Data for this task below:

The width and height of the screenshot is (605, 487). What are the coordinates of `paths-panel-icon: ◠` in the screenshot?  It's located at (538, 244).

End of Data for this task.
Data for this task below:

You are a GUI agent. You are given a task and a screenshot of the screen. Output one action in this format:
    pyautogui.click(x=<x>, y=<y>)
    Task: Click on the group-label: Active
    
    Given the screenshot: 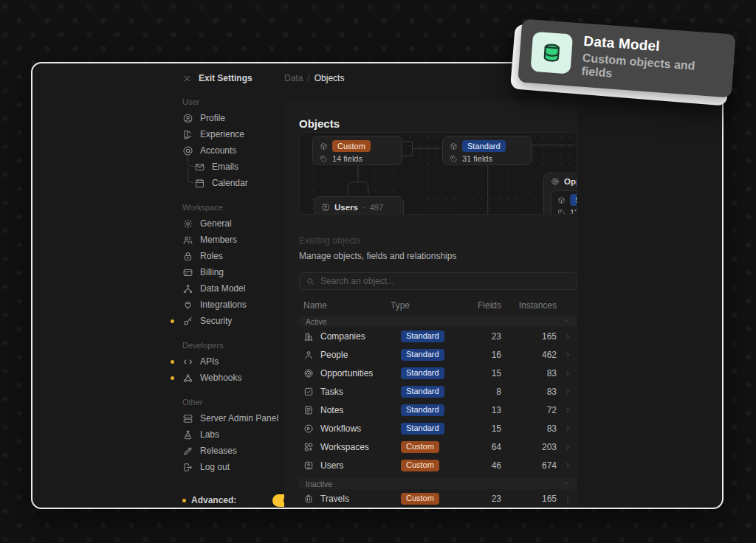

End of Data for this task.
Data for this task below:

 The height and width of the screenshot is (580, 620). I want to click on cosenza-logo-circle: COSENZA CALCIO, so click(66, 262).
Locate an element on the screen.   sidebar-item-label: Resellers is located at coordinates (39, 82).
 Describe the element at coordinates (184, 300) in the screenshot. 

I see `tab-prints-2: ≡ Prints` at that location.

End of Data for this task.

What this task involves:
Could you return the lines in the entries above that contain "label"?

Exercise response:
    Task: Click on the group-label: Active
Locate an element on the screen.   sidebar-item-label: Resellers is located at coordinates (39, 82).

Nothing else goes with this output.